The PDG Blueprint gets specific in Chapter 4: Product Identifier Verification Functional Design,10 which provides detailed information on how electronic PI verification functional components of the PDG-defined DSCSA EDDS network operate.
HDA DSCSA Exceptions Handling Guidelines
As the supply chain moves toward Nov. 27 compliance, the mandatory interoperable exchange of serialized data adds significant complexity to sector operations. There will be instances of data and product mismatch. The scenarios covered within the Healthcare Distribution Alliance (HDA) Exceptions Handling Guidelines document11 focus on transactions between manufacturers and distributors and fall within five categories:
- Data issue
- Product, but no data
- Data, but no product
- Packaging and labeling
- Unavailable for distribution
Prepared by technical experts of the HDA Exceptions Handling Work Group, these guidelines were developed to address exceptions that may arise when passing or failing to pass DSCSA-required transaction information and transaction statement data to ATPs.

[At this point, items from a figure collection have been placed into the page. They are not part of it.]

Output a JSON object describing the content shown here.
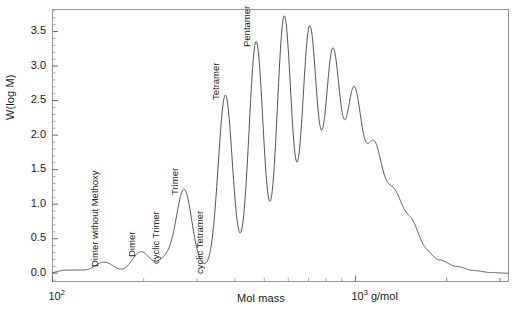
{
  "chart_data": {
    "type": "line",
    "title": "",
    "xlabel": "Mol mass",
    "ylabel": "W(log M)",
    "xscale": "log",
    "xlim": [
      100,
      3200
    ],
    "ylim": [
      -0.12,
      3.82
    ],
    "yticks": [
      0.0,
      0.5,
      1.0,
      1.5,
      2.0,
      2.5,
      3.0,
      3.5
    ],
    "ytick_labels": [
      "0.0",
      "0.5",
      "1.0",
      "1.5",
      "2.0",
      "2.5",
      "3.0",
      "3.5"
    ],
    "xticks": [
      100,
      1000
    ],
    "xtick_labels": [
      "10^2",
      "10^3 g/mol"
    ],
    "xtick_label_left": "10",
    "xtick_exp_left": "2",
    "xtick_label_right": "10",
    "xtick_exp_right": "3",
    "xtick_unit_right": " g/mol",
    "grid": false,
    "legend": "none",
    "line_color": "#3c3c3c",
    "frame_color": "#8c8c8c",
    "annotations": [
      {
        "label": "Dimer without Methoxy",
        "x": 148,
        "y": 0.16
      },
      {
        "label": "Dimer",
        "x": 196,
        "y": 0.31
      },
      {
        "label": "cyclic Trimer",
        "x": 236,
        "y": 0.2
      },
      {
        "label": "Trimer",
        "x": 272,
        "y": 1.21
      },
      {
        "label": "cyclic Tetramer",
        "x": 330,
        "y": 0.06
      },
      {
        "label": "Tetramer",
        "x": 372,
        "y": 2.58
      },
      {
        "label": "Pentamer",
        "x": 470,
        "y": 3.35
      }
    ],
    "peaks": [
      {
        "name": "unresolved-1",
        "x": 108,
        "height": 0.035,
        "width": 0.028
      },
      {
        "name": "unresolved-2",
        "x": 122,
        "height": 0.03,
        "width": 0.026
      },
      {
        "name": "dimer-without-methoxy",
        "x": 148,
        "height": 0.16,
        "width": 0.033
      },
      {
        "name": "dimer",
        "x": 196,
        "height": 0.31,
        "width": 0.03
      },
      {
        "name": "cyclic-trimer",
        "x": 236,
        "height": 0.195,
        "width": 0.026
      },
      {
        "name": "trimer",
        "x": 272,
        "height": 1.205,
        "width": 0.026
      },
      {
        "name": "cyclic-tetramer",
        "x": 318,
        "height": 0.06,
        "width": 0.022
      },
      {
        "name": "tetramer",
        "x": 372,
        "height": 2.58,
        "width": 0.0235
      },
      {
        "name": "pentamer",
        "x": 470,
        "height": 3.355,
        "width": 0.0235
      },
      {
        "name": "hexamer",
        "x": 582,
        "height": 3.72,
        "width": 0.0235
      },
      {
        "name": "heptamer",
        "x": 706,
        "height": 3.56,
        "width": 0.024
      },
      {
        "name": "octamer",
        "x": 842,
        "height": 3.205,
        "width": 0.0245
      },
      {
        "name": "nonamer",
        "x": 990,
        "height": 2.62,
        "width": 0.025
      },
      {
        "name": "decamer",
        "x": 1152,
        "height": 1.82,
        "width": 0.0255
      },
      {
        "name": "undecamer",
        "x": 1328,
        "height": 1.15,
        "width": 0.0265
      },
      {
        "name": "dodecamer",
        "x": 1520,
        "height": 0.76,
        "width": 0.028
      }
    ],
    "baseline_envelope": [
      {
        "x": 100,
        "y": -0.02
      },
      {
        "x": 130,
        "y": -0.012
      },
      {
        "x": 170,
        "y": -0.008
      },
      {
        "x": 230,
        "y": -0.005
      },
      {
        "x": 300,
        "y": 0.0
      },
      {
        "x": 380,
        "y": 0.01
      },
      {
        "x": 470,
        "y": 0.03
      },
      {
        "x": 580,
        "y": 0.07
      },
      {
        "x": 700,
        "y": 0.19
      },
      {
        "x": 840,
        "y": 0.38
      },
      {
        "x": 990,
        "y": 0.56
      },
      {
        "x": 1150,
        "y": 0.64
      },
      {
        "x": 1330,
        "y": 0.56
      },
      {
        "x": 1520,
        "y": 0.43
      },
      {
        "x": 1700,
        "y": 0.3
      },
      {
        "x": 1900,
        "y": 0.19
      },
      {
        "x": 2150,
        "y": 0.1
      },
      {
        "x": 2450,
        "y": 0.04
      },
      {
        "x": 2800,
        "y": 0.01
      },
      {
        "x": 3200,
        "y": 0.0
      }
    ]
  },
  "figure": {
    "ylabel": "W(log M)",
    "xlabel": "Mol mass"
  }
}
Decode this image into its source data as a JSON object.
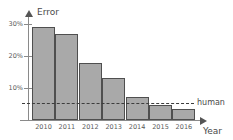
{
  "chart_data": {
    "type": "bar",
    "title": "",
    "xlabel": "Year",
    "ylabel": "Error",
    "categories": [
      "2010",
      "2011",
      "2012",
      "2013",
      "2014",
      "2015",
      "2016"
    ],
    "values": [
      29,
      27,
      17.8,
      13,
      7.2,
      4.7,
      3.4
    ],
    "ylim": [
      0,
      32
    ],
    "ytick_values": [
      10,
      20,
      30
    ],
    "ytick_labels": [
      "10%",
      "20%",
      "30%"
    ],
    "grid": false,
    "legend": "none",
    "annotations": [
      {
        "name": "human-baseline",
        "label": "human",
        "value": 5.3,
        "style": "dashed-horizontal-line"
      }
    ],
    "colors": {
      "bar_fill": "#a9a9a9",
      "bar_stroke": "#4f4f4f",
      "axis": "#8a8a8a",
      "text": "#4a4a4a",
      "dashed_line": "#3d3d3d",
      "background": "#ffffff"
    }
  },
  "axis_titles": {
    "y": "Error",
    "x": "Year"
  },
  "human_label": "human"
}
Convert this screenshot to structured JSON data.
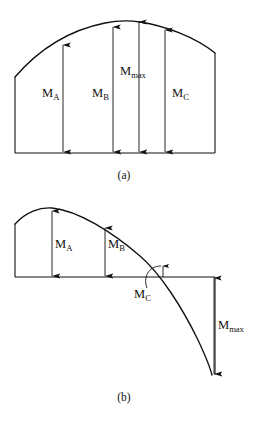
{
  "figure": {
    "background_color": "#ffffff",
    "line_color": "#111111",
    "panels": [
      {
        "id": "panel-a",
        "caption": "(a)",
        "description": "Bending moment diagram entirely above the baseline with maximum within the span",
        "baseline_y": 153,
        "left_edge_x": 15,
        "right_edge_x": 215,
        "left_edge_top_y": 77,
        "right_edge_top_y": 53,
        "peak_x": 130,
        "peak_y": 21,
        "ordinates": [
          {
            "label": "M",
            "subscript": "A",
            "x": 63,
            "top_y": 44,
            "label_x": 46,
            "label_y": 95
          },
          {
            "label": "M",
            "subscript": "B",
            "x": 113,
            "top_y": 26,
            "label_x": 96,
            "label_y": 95
          },
          {
            "label": "M",
            "subscript": "max",
            "x": 139,
            "top_y": 21,
            "label_x": 122,
            "label_y": 73
          },
          {
            "label": "M",
            "subscript": "C",
            "x": 165,
            "top_y": 29,
            "label_x": 176,
            "label_y": 95
          }
        ]
      },
      {
        "id": "panel-b",
        "caption": "(b)",
        "description": "Bending moment diagram crossing the baseline with maximum negative moment at the right support",
        "baseline_y": 277,
        "left_edge_x": 15,
        "right_edge_x": 215,
        "left_edge_top_y": 224,
        "peak_x": 52,
        "peak_y": 208,
        "zero_crossing_x": 175,
        "curve_end_x": 212,
        "curve_end_y": 375,
        "ordinates": [
          {
            "label": "M",
            "subscript": "A",
            "x": 52,
            "top_y": 210,
            "label_x": 58,
            "label_y": 245
          },
          {
            "label": "M",
            "subscript": "B",
            "x": 105,
            "top_y": 227,
            "label_x": 111,
            "label_y": 245
          },
          {
            "label": "M",
            "subscript": "C",
            "x": 163,
            "top_y": 265,
            "label_x": 138,
            "label_y": 292
          },
          {
            "label": "M",
            "subscript": "max",
            "x": 214,
            "top_y": 277,
            "label_x": 219,
            "label_y": 325
          }
        ]
      }
    ]
  }
}
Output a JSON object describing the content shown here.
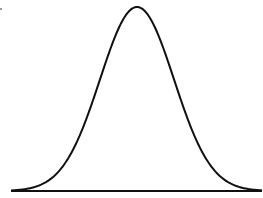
{
  "figure": {
    "type": "normal-distribution-curve",
    "stroke_color": "#111111",
    "background": "#ffffff",
    "curve": {
      "peak_x": 137,
      "peak_y": 7,
      "baseline_y": 191,
      "sigma_px": 37,
      "x_start": 11,
      "x_end": 262
    },
    "baseline": {
      "x1": 11,
      "x2": 262,
      "y": 191
    }
  }
}
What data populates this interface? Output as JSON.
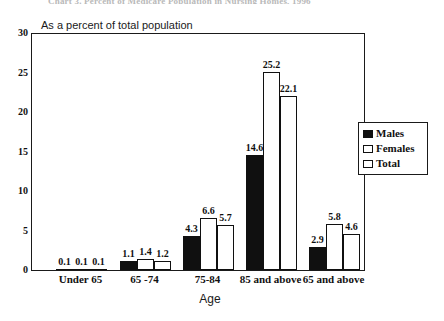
{
  "figure": {
    "title": "Chart 3. Percent of Medicare Population in Nursing Homes, 1996",
    "subtitle": "As a percent of total population",
    "xlabel": "Age"
  },
  "legend": {
    "items": [
      {
        "label": "Males",
        "swatch": "filled-black-swatch"
      },
      {
        "label": "Females",
        "swatch": "white-swatch"
      },
      {
        "label": "Total",
        "swatch": "white-swatch"
      }
    ]
  },
  "yaxis": {
    "ticks": [
      "30",
      "25",
      "20",
      "15",
      "10",
      "5",
      "0"
    ]
  },
  "chart_data": {
    "type": "bar",
    "title": "Chart 3. Percent of Medicare Population in Nursing Homes, 1996",
    "subtitle": "As a percent of total population",
    "xlabel": "Age",
    "ylabel": "",
    "ylim": [
      0,
      30
    ],
    "ytick_step": 5,
    "grid": false,
    "legend_position": "right",
    "categories": [
      "Under 65",
      "65 -74",
      "75-84",
      "85 and above",
      "65 and above"
    ],
    "series": [
      {
        "name": "Males",
        "color": "#101010",
        "values": [
          0.1,
          1.1,
          4.3,
          14.6,
          2.9
        ]
      },
      {
        "name": "Females",
        "color": "#ffffff",
        "values": [
          0.1,
          1.4,
          6.6,
          25.2,
          5.8
        ]
      },
      {
        "name": "Total",
        "color": "#ffffff",
        "values": [
          0.1,
          1.2,
          5.7,
          22.1,
          4.6
        ]
      }
    ],
    "data_labels": [
      [
        "0.1",
        "0.1",
        "0.1"
      ],
      [
        "1.1",
        "1.4",
        "1.2"
      ],
      [
        "4.3",
        "6.6",
        "5.7"
      ],
      [
        "14.6",
        "25.2",
        "22.1"
      ],
      [
        "2.9",
        "5.8",
        "4.6"
      ]
    ]
  }
}
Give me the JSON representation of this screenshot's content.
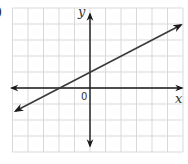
{
  "problem_label": ")",
  "chart_data": {
    "type": "line",
    "title": "",
    "xlabel": "x",
    "ylabel": "y",
    "origin_label": "0",
    "xlim": [
      -5,
      6
    ],
    "ylim": [
      -4,
      5
    ],
    "grid": true,
    "series": [
      {
        "name": "line",
        "equation": "y = 0.5x + 1",
        "x": [
          -5,
          -2,
          0,
          6
        ],
        "y": [
          -1.5,
          0,
          1,
          4
        ],
        "arrows_both_ends": true
      }
    ]
  },
  "colors": {
    "grid": "#d9d9d9",
    "axis": "#1a1a1a",
    "line": "#3a3a3a"
  }
}
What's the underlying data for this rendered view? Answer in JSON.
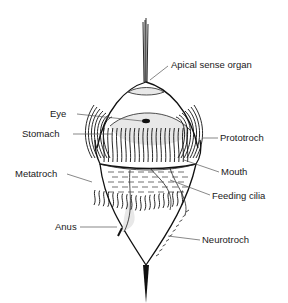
{
  "labels": {
    "apical_sense_organ": "Apical sense organ",
    "eye": "Eye",
    "stomach": "Stomach",
    "prototroch": "Prototroch",
    "mouth": "Mouth",
    "metatroch": "Metatroch",
    "feeding_cilia": "Feeding cilia",
    "anus": "Anus",
    "neurotroch": "Neurotroch"
  },
  "colors": {
    "ink": "#111111",
    "background": "#ffffff",
    "leader_line": "#555555"
  }
}
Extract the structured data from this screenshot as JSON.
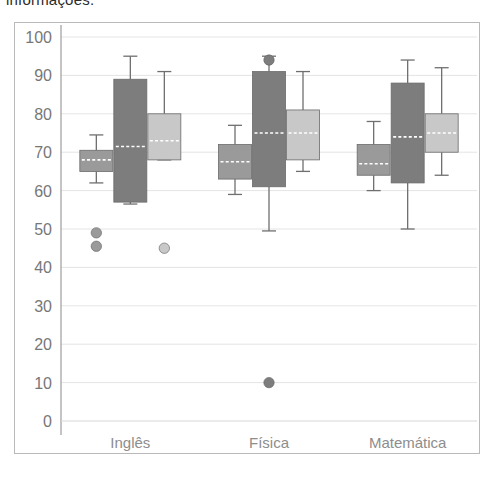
{
  "caption": {
    "text": "informações."
  },
  "chart_data": {
    "type": "box",
    "title": "",
    "xlabel": "",
    "ylabel": "",
    "ylim": [
      0,
      100
    ],
    "yticks": [
      0,
      10,
      20,
      30,
      40,
      50,
      60,
      70,
      80,
      90,
      100
    ],
    "ytick_labels": [
      "0",
      "10",
      "20",
      "30",
      "40",
      "50",
      "60",
      "70",
      "80",
      "90",
      "100"
    ],
    "grid": true,
    "legend": "none",
    "categories": [
      "Inglês",
      "Física",
      "Matemática"
    ],
    "series": [
      {
        "name": "series-1",
        "color": "#9a9a9a",
        "boxes": [
          {
            "category": "Inglês",
            "whisker_low": 62.0,
            "q1": 65.0,
            "median": 68.0,
            "q3": 70.5,
            "whisker_high": 74.5,
            "outliers": [
              49.0,
              45.5
            ]
          },
          {
            "category": "Física",
            "whisker_low": 59.0,
            "q1": 63.0,
            "median": 67.5,
            "q3": 72.0,
            "whisker_high": 77.0,
            "outliers": []
          },
          {
            "category": "Matemática",
            "whisker_low": 60.0,
            "q1": 64.0,
            "median": 67.0,
            "q3": 72.0,
            "whisker_high": 78.0,
            "outliers": []
          }
        ]
      },
      {
        "name": "series-2",
        "color": "#7d7d7d",
        "boxes": [
          {
            "category": "Inglês",
            "whisker_low": 56.5,
            "q1": 57.0,
            "median": 71.5,
            "q3": 89.0,
            "whisker_high": 95.0,
            "outliers": []
          },
          {
            "category": "Física",
            "whisker_low": 49.5,
            "q1": 61.0,
            "median": 75.0,
            "q3": 91.0,
            "whisker_high": 95.0,
            "outliers": [
              94.0,
              10.0
            ]
          },
          {
            "category": "Matemática",
            "whisker_low": 50.0,
            "q1": 62.0,
            "median": 74.0,
            "q3": 88.0,
            "whisker_high": 94.0,
            "outliers": []
          }
        ]
      },
      {
        "name": "series-3",
        "color": "#c8c8c8",
        "boxes": [
          {
            "category": "Inglês",
            "whisker_low": 68.0,
            "q1": 68.0,
            "median": 73.0,
            "q3": 80.0,
            "whisker_high": 91.0,
            "outliers": [
              45.0
            ]
          },
          {
            "category": "Física",
            "whisker_low": 65.0,
            "q1": 68.0,
            "median": 75.0,
            "q3": 81.0,
            "whisker_high": 91.0,
            "outliers": []
          },
          {
            "category": "Matemática",
            "whisker_low": 64.0,
            "q1": 70.0,
            "median": 75.0,
            "q3": 80.0,
            "whisker_high": 92.0,
            "outliers": []
          }
        ]
      }
    ]
  }
}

Pharmaceutical manufacturers should become familiar with the PDG Blueprint and HDA DSCSA Exceptions Handling Guidelines to assess their readiness and translate DSCSA compliance into robust SOPs.
References:
- https://www.fda.gov/regulatory-information/search-fda-guidance-documents/enhanced-drug-distribution-security-package-level-under-drug-supply-chain-security-act and https://www.fda.gov/media/164084/download
- https://www.fda.gov/drugs/drug-supply-chain-security-act-dscsa/waivers-and-exemptions-beyond-stabilization-period
- https://www.fda.gov/news-events/partnership-dscsa-governance-pdgfda-joint-public-meeting-dscsa-stabilization-period-midway
- https://dscsagovernance.org/blueprint/
- https://www.vanityfair.com/news/story/counterfeit-ozempic-global-growth-industry
- https://medium.com/@marsavius/musings-of-a-secret-squirrel-the-state-of-dscsa-readiness-mid-2024-66a4cbcc943a
- https://www.fda.gov/drugs/drug-supply-chain-security-act-dscsa/drug-supply-chain-security-act-dscsa-waivers-exceptions-and-exemptions
- https://www.fda.gov/drugs/drug-supply-chain-security-act-dscsa/drug-supply-chain-security-act-product-tracing-requirements-frequently-asked-questions
- https://www.fda.gov/drugs/drug-supply-chain-security-act-dscsa/title-ii-drug-quality-and-security-act
- https://dscsagovernance.org/wp-content/uploads/2023/09/Fact-Sheet-Interoperable-Verification.pdf
- https://www.hda.org/publications/exceptions-handling-guidelines-for-the-dscsa-2023/
About The Author:
Carl Accettura is a 40-year veteran of FDA-regulated operations with diversified global experience in both large and small pharmaceutical manufacturers. He has made senior-management-level contributions in the areas of global supply chain management, global drug development and commercialization, across numerous therapeutics and new Rx product launches. He holds a B.S. degree in mechanical engineering from Cornell University, an M.Sc. degree in mechanical engineering from the University of Illinois, and an MBA from New York University.